The hard work in this part of our tutorial series was all done above in the MPS dependencies and build set up. From a java implementation viewpoint the only difference at this stage is that the domain code for sanctions has been generated into the pre-existing functions. So here we can just add the dependencies to the ipf-tutorial-app pom.xml for those, just like we did before:

<dependency>
    <groupId>com.iconsolutions.ipf.tutorial.sanctions.domain</groupId>
    <artifactId>domain</artifactId>
    <version>${sample-sanctions.version}</version>
</dependency>
<dependency>
    <groupId>com.iconsolutions.ipf.tutorial.sanctions.domain</groupId>
    <artifactId>sampleapp</artifactId>
   <version>${sample-sanctions.version}</version>
</dependency>

The new import of the common utility has a slightly different package structure, so you’ll need to reorganise the imports for the SanctionsDomain classes in your tutorial config class.

Here we’ve added in the dependencies for the domain and sample app projects directly themselves. However, we could also have a separate module that includes these AND provides an implementation for them. In fact the tutorial sanctions module does this with it’s ipf-tutorial-sanctions-adapters package. If we imported this we could remove our declaration of the SanctionsDomain bean and just use a completely pre-packaged solution (note to do so here would also require running the Sanctions Simulator that this would depend upon and so it is excluded for now.)

Checking our Solution

As normal let’s now check out solution works.
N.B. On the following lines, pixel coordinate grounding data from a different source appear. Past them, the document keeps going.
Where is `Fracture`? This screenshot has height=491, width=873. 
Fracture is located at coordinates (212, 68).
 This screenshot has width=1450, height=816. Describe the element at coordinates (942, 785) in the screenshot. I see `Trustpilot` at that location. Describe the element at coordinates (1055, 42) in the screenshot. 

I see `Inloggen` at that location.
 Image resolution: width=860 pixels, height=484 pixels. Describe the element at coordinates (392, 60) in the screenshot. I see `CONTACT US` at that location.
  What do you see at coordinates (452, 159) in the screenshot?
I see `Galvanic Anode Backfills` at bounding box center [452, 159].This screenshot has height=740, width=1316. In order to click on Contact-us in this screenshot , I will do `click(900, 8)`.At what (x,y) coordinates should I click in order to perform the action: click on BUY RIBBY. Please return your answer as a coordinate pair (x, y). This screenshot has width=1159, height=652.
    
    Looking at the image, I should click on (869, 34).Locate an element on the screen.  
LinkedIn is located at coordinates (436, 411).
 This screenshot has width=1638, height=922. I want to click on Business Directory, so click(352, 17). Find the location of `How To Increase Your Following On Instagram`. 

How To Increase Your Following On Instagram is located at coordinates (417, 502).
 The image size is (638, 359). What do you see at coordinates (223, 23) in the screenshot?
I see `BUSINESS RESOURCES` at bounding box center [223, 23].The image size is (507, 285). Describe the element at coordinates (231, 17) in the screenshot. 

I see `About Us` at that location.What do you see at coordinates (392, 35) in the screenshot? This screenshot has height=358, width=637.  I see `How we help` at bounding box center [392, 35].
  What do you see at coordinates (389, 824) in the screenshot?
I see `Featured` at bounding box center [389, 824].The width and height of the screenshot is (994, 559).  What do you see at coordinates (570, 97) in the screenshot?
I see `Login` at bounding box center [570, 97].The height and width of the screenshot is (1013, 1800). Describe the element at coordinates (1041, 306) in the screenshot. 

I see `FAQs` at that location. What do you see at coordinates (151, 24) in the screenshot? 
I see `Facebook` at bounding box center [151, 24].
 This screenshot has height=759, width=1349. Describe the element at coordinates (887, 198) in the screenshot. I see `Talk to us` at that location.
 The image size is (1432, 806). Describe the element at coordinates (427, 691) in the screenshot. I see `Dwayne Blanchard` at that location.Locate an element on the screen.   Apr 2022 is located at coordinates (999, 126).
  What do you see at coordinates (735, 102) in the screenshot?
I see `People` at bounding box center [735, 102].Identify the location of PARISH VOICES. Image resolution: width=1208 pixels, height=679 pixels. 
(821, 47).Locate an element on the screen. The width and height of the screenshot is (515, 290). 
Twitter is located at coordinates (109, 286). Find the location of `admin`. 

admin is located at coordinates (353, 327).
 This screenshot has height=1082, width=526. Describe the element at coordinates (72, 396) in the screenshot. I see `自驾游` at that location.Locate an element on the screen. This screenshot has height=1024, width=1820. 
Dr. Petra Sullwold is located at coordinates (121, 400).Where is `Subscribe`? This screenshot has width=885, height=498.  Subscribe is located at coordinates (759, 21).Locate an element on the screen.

Start up the application as previously (instructions are available in Reviewing the initial application if you need a refresher!)

And then we could send in a payment:

curl -X POST localhost:8080/submit | jq

And if we bring up the payment in the Developer GUI and look at the graph of our tutorial flow (search by unit of work id, click view, click ipf tutorial flow, click view graph) then we see:

shared2 6

If we compare this to the graph of DSL 9 - Using Subflows, we can see that everything is the same as it was and we have successfully extracted our Sanctions subflow to a different model which is completely stand alone from the Ipftutorialmodel.

Conclusions

In this section we have learnt how to reuse a common component within our solution.